International jeweller Laurence Graff paid 16.39 million pounds ($24.3 million) for the Wittelsbach diamond at a Christie’s auction in London on December 10. It was the highest price ever paid for any diamond or piece of jewellery sold at auction.
The price achieved in the highly competitive sale, which featured strong interest from professional jewellers and private collectors, was well above a pre-sale estimate of around 9 million pounds.
London’s Bond Street
The previous record price for a diamond sold at auction was $16.5 million, for a 100-carat diamond sold in Geneva in 1995.
The 35.56-carat, VS2 clarity fancy deep greyish-blue Wittelsbach diamond came to the international market for the first time in almost 80 years.
Just a few weeks before the Wittelsbach diamond sale, at an auction in Geneva in November, Christie’s sold a 42.28-carat Kashmir sapphire ring for a world record price for a sapphire of nearly $3.5 million.
In another strong result recently, at Christie’s New York sale on December 11, a pair of pear-shaped D Flawless diamonds of 17.01 and 17.79 carats, inscribed by Forevermark, sold for a total of $3.55 million – or a solid $102,000 per carat.
A circular-cut E Potentially Flawless diamond of 10.28 carats, by JAR, sold for $1.06 million – or $103,000 per carat.
Bond Street jewellers say that special, very fine gemstones are achieving as strong prices as ever, because people understand and appreciate their rarity.
A DIAMOND’S HISTORY
Provenance also boosts value, as in the case of the historic, 17th century Wittelsbach diamond which had been owned by Spanish and German royalty.
The diamond, which came from an Indian diamond mine, was part of the dowry of the Infanta Margarita Teresa (1651-1673) upon her engagement to Leopold I of Austria (1640-1705).
After the princess’s death her husband kept the dowry and the diamond was passed on to his heirs.

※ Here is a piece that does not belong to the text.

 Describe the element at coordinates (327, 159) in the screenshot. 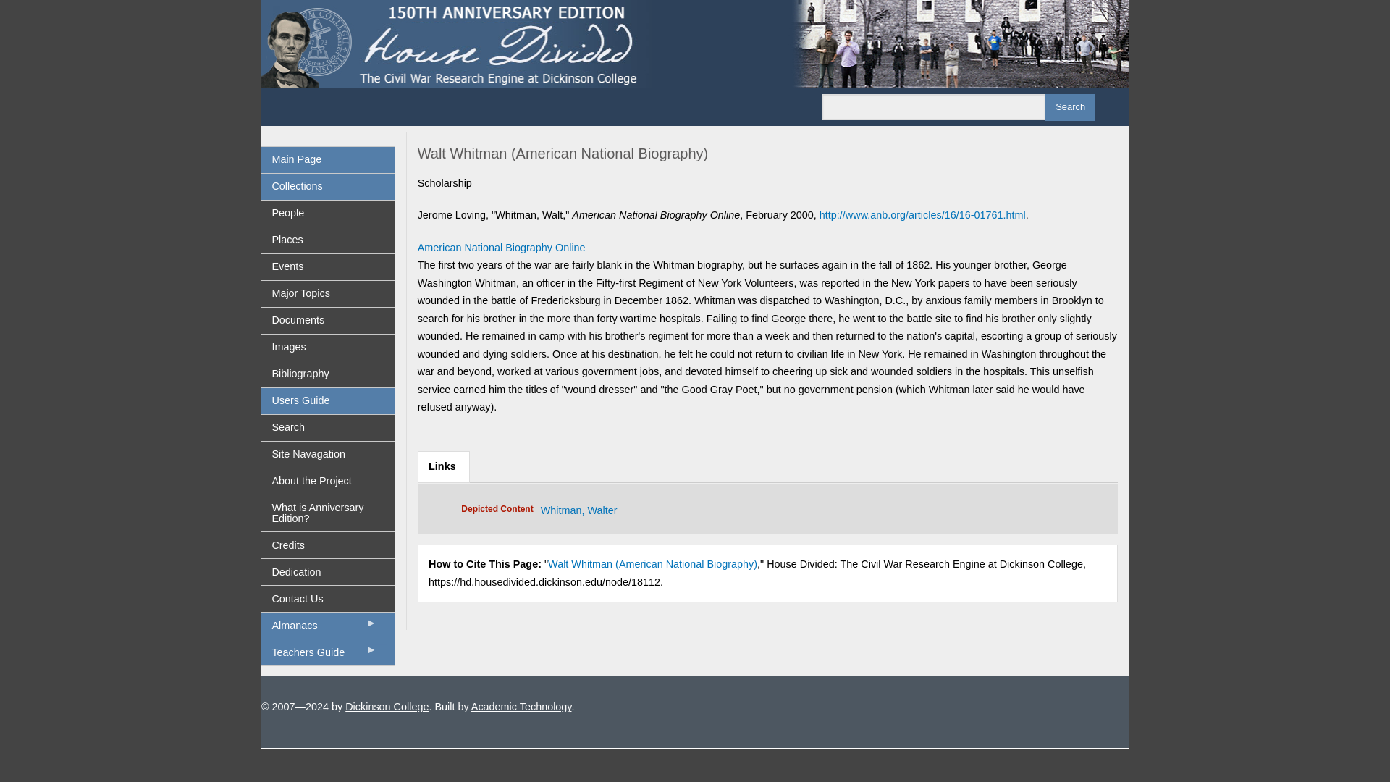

In 1722 the diamond entered the Wittelsbach family, on the occasion of the marriage of Archduchess Maria Amalia of Austria (1701-1756) to the Bavarian Crown Prince, Charles Albert (1697-1745), and became a prized family possession.

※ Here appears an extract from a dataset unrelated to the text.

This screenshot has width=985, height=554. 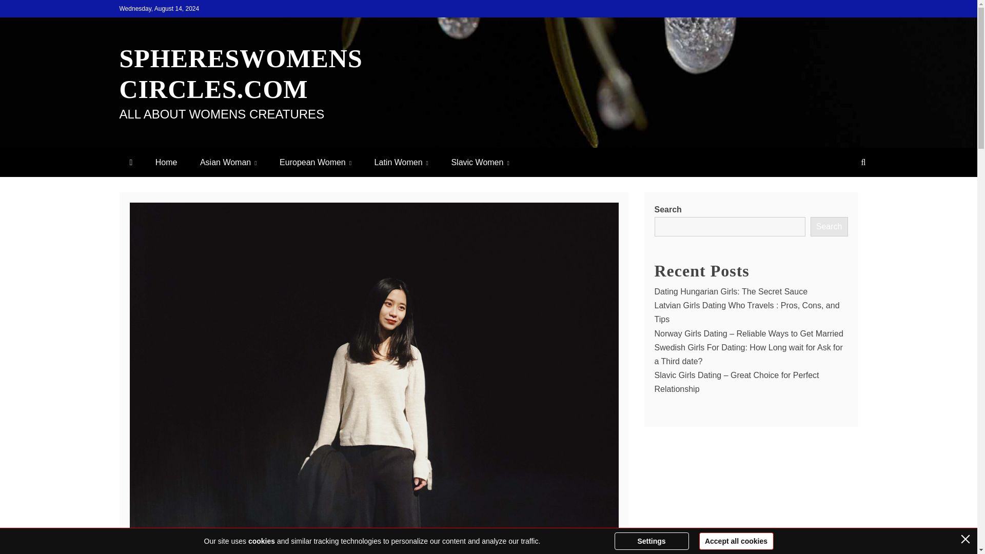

It was sold from a private collection, where it has been since 1964.
WORLD RECORD PRICE
Jewellers say exceptional diamonds will continue to command sky-high prices despite the gloomy outlook for the world economy.
“It doesn’t come as a surprise,” said Alisa Moussaieff of top fine jeweller Moussaieff, referring to the world record price achieved by the Wittelsbach diamond.

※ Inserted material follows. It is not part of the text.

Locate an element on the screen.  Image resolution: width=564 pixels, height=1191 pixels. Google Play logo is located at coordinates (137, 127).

“It’s a fair price,” she added. “It (prices of exceptional diamonds) will go higher and higher.”
Other jewellers supported her view that the most exclusive of jewels and gemstones, especially those with provenance, would buck consumer trends in luxury goods.
Exceptional luxury goods – custom-made or bespoke items ranging from diamonds to limited-edition watches, hand-made crocodile backgammon sets and hand-crafted mobile phones made from precious materials – are defying the economic downturn, because high net-worth customers appreciate exclusivity.
However, for middle-of-the-range diamonds and jewellery, retail markets are proving very challenging before Christmas as the economic downturn bites.
Even fine jewellers in London are seeing patchy trade, and business is likely to remain mixed if economic conditions worsen in 2009.